If you need to shorten text without cutting a cluster in half, use grapheme_truncate, which only cuts on boundaries.

Recipe — script purity (one script in, one script out)

Mixed-script text is a classic spoofing vector (pаypаl with Cyrillic а). Detect it with is_mixed_script, and fold it to a single script with normalize_confusables:

import translit

raw = "pаypаl"                     # contains Cyrillic а (U+0430)

# Normalize first — NFKC folds compatibility variants (fullwidth, ligatures)
# so the script check sees canonical input, never a disguised bypass.
s = translit.normalize(raw, form="NFKC")

assert translit.is_mixed_script(s) == True

pure = translit.normalize_confusables(s, target_script="latin")
assert pure == 'paypal'
assert translit.is_mixed_script(pure) == False
  • Flag with is_mixed_script when you only need to reject suspicious input (e.g. before storing a username). For hostnames, is_safe_hostname returns per-label mixed-script and confusable details.
  • Fold with normalize_confusables(target_script=...) when you want to coerce input to a canonical script for comparison.

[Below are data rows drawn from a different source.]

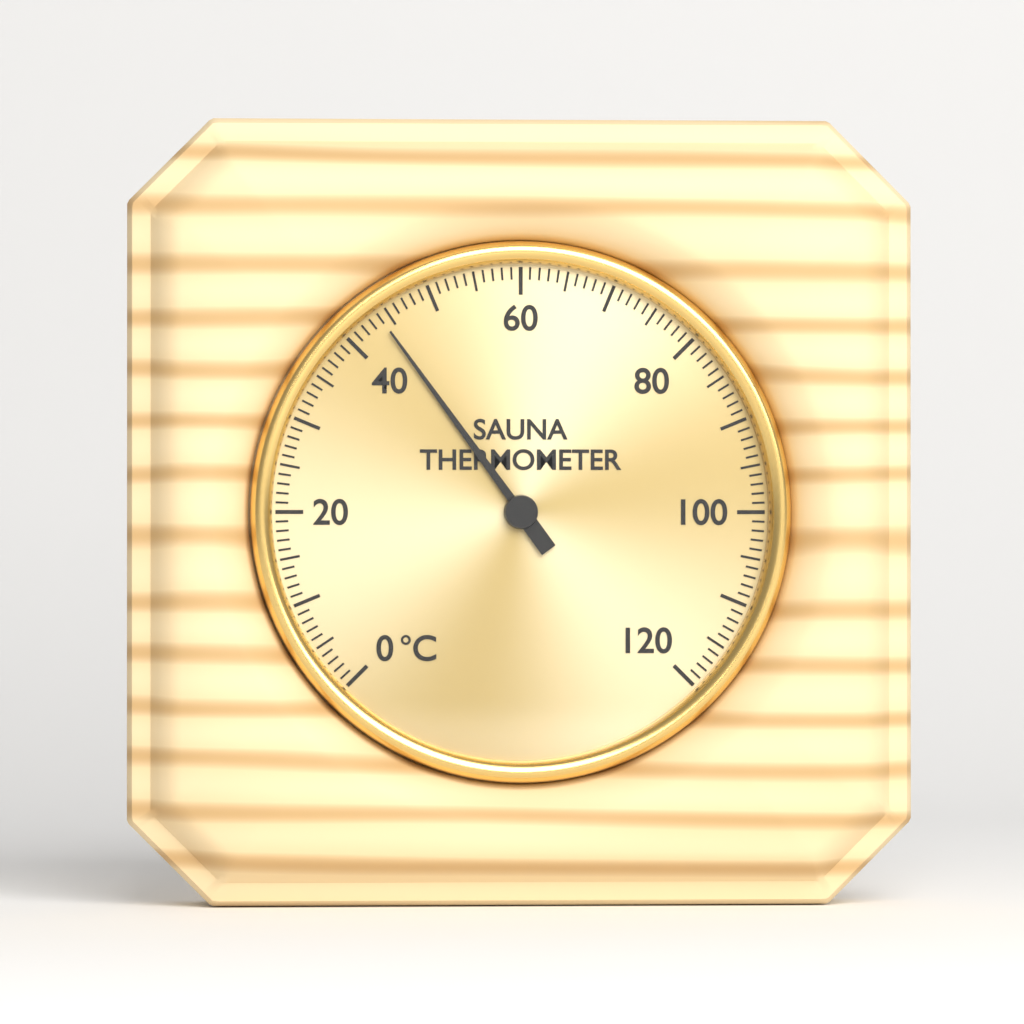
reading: 44 °C
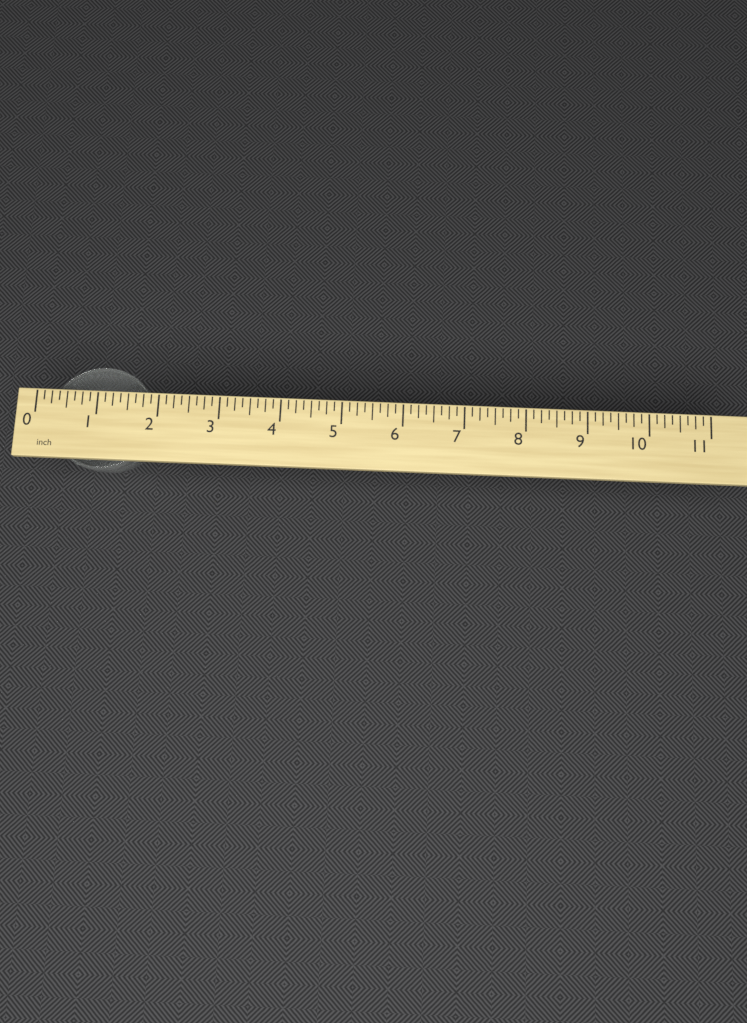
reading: 2.125 inch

Normalize first, then check or fold — confusable detection is most reliable on canonical input.

Recipe — reversibility-preserving canonicalization (use NFC, not NFKC)

If you may need to convert text back to its native script later — translit supports reverse transliteration for Greek, Russian, and Ukrainian via transliterate(text, target=lang) — canonicalize with NFC, never NFKC.

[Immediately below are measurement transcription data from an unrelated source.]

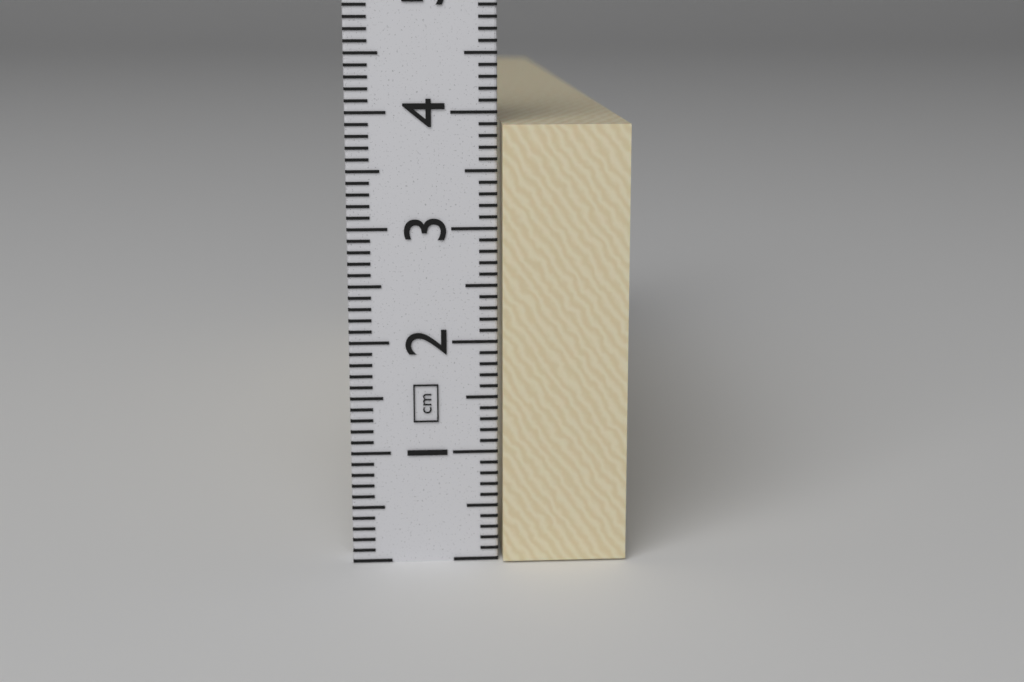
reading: 3.9 cm
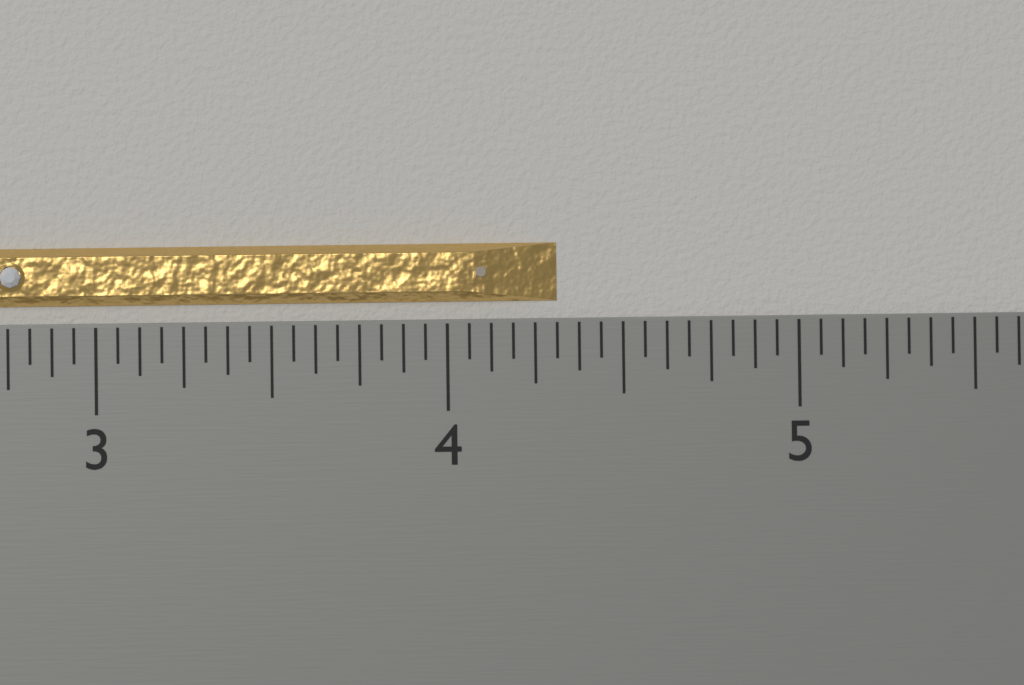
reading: 4.3125 inch
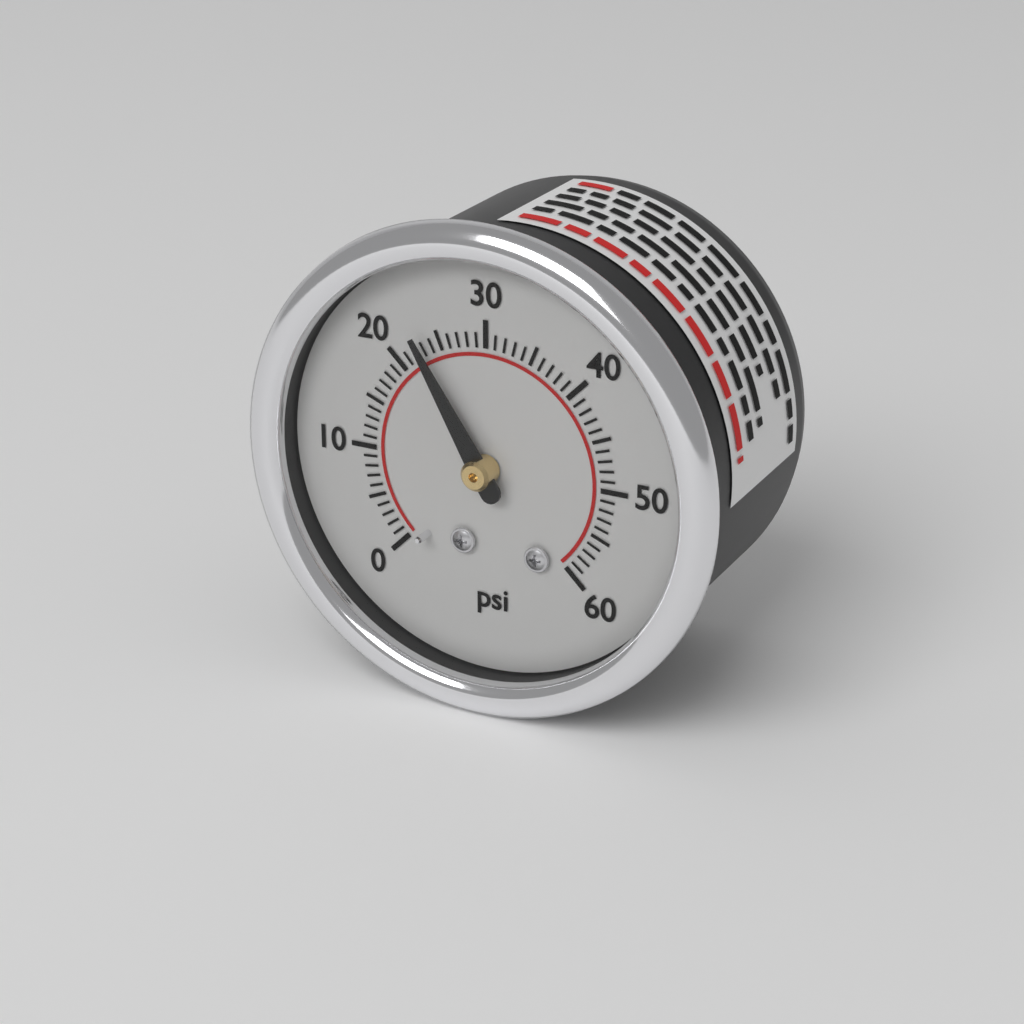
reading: 23 psi
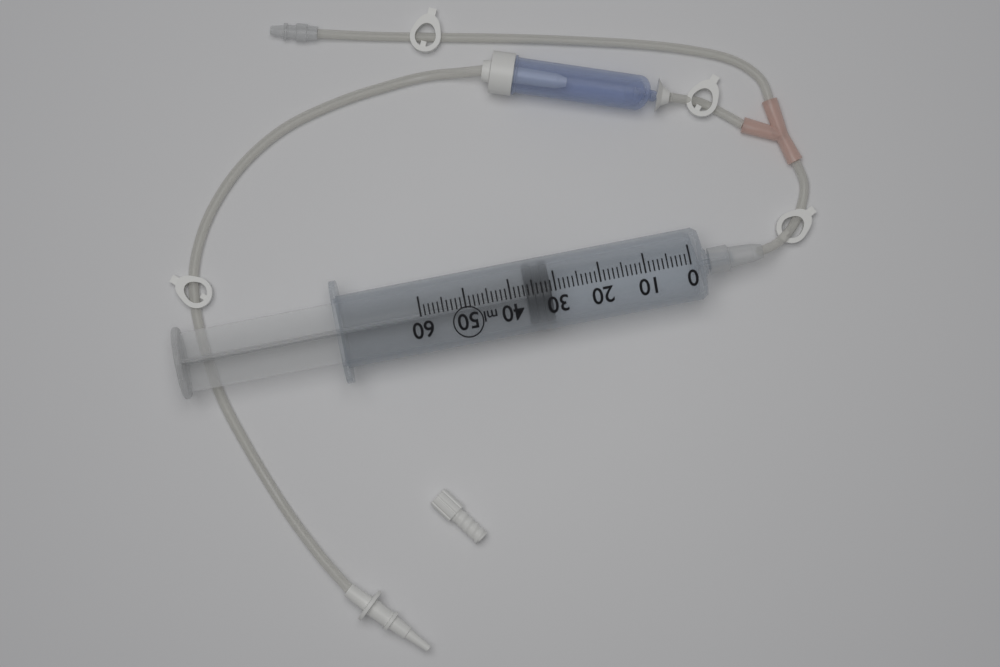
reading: 31 ml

NFKC's compatibility folding is lossy and destroys the information a reversal would need:

import translit

assert translit.normalize("⁵", form="NFC") == '⁵'    # superscript five — preserved
assert translit.normalize("⁵", form="NFKC") == '5'   # folded to ASCII — unrecoverable

An NFC-first canonicalization keeps the door open to a clean round-trip:

native = "Москва"
canonical = translit.normalize(native, form="NFC")        # canonical, lossless
romanized = translit.transliterate(canonical, lang="ru")
assert romanized == 'Moskva'
back = translit.transliterate(romanized, target="ru")
assert back == 'Москва'                                   # round-trips

For the reversible direction, also avoid the steps that erase recoverable information — strip_accents, fold_case, and transliteration to ASCII — unless you keep the original alongside the canonical key.

This is the deliberate counterpart to the security/search canonicalization recipes (security_clean, catalog_key, search_key), which use NFKC on purpose: they want the lossy folding so that , , and fullwidth variants all collapse to one comparison key. Reversibility and aggressive folding are opposite goals — choose per use case.

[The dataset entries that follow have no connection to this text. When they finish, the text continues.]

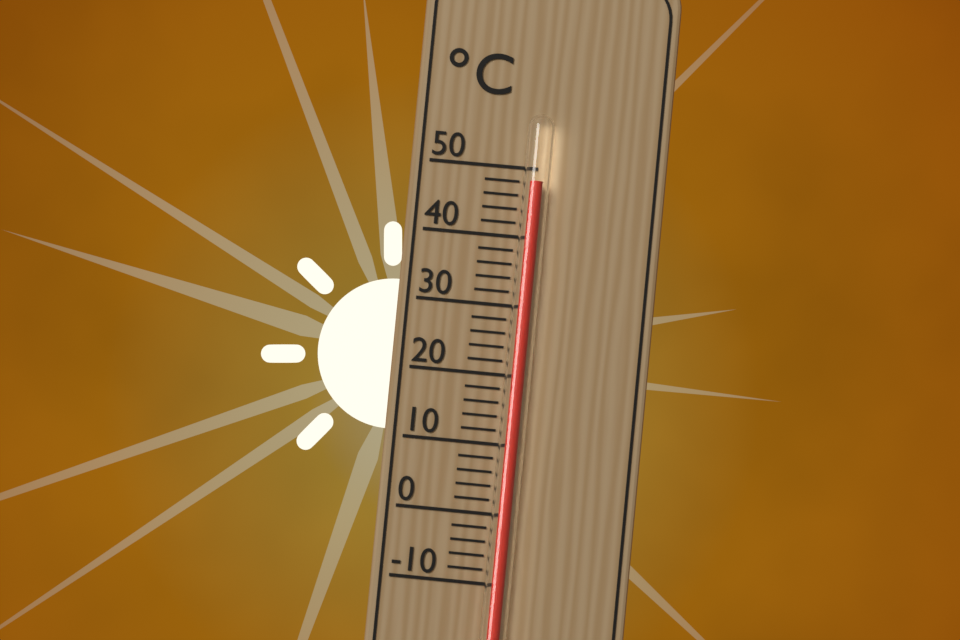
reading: 48 °C
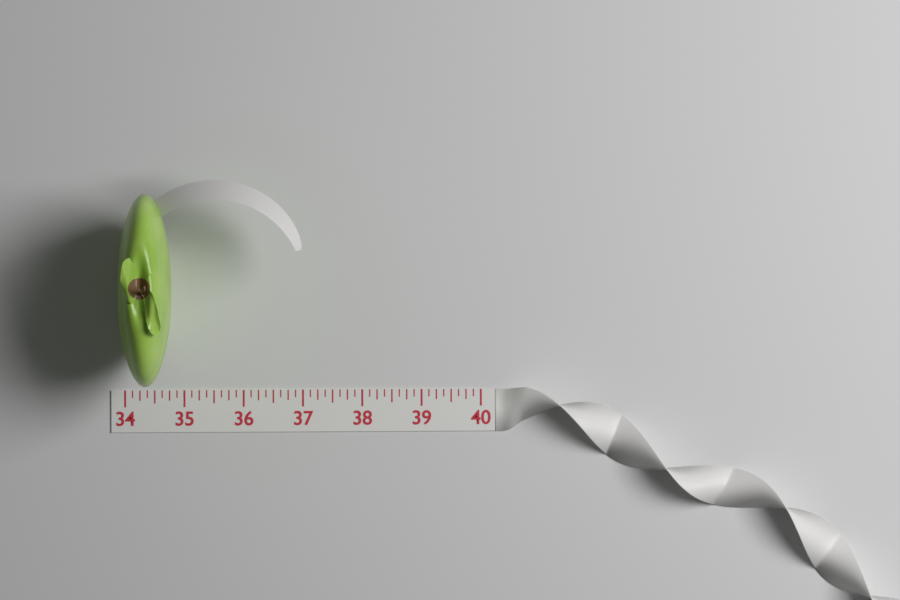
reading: 34.875 (no unit)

Choosing a normalization form

Goal Form Why
Storage, comparison, reversible canonicalization NFC Canonical and lossless; preserves the round-trip to native script.
Security keys, search keys, dedup NFKC Folds compatibility variants (⁵→5, fi→fi, fullwidth→ASCII) into one key — lossy by design.
Accent stripping (as an intermediate) NFD / NFKD Decomposes so combining marks can be removed; see strip_accents.

When unsure, normalize with NFC first; reach for NFKC only when you explicitly want compatibility folding and do not need the original back.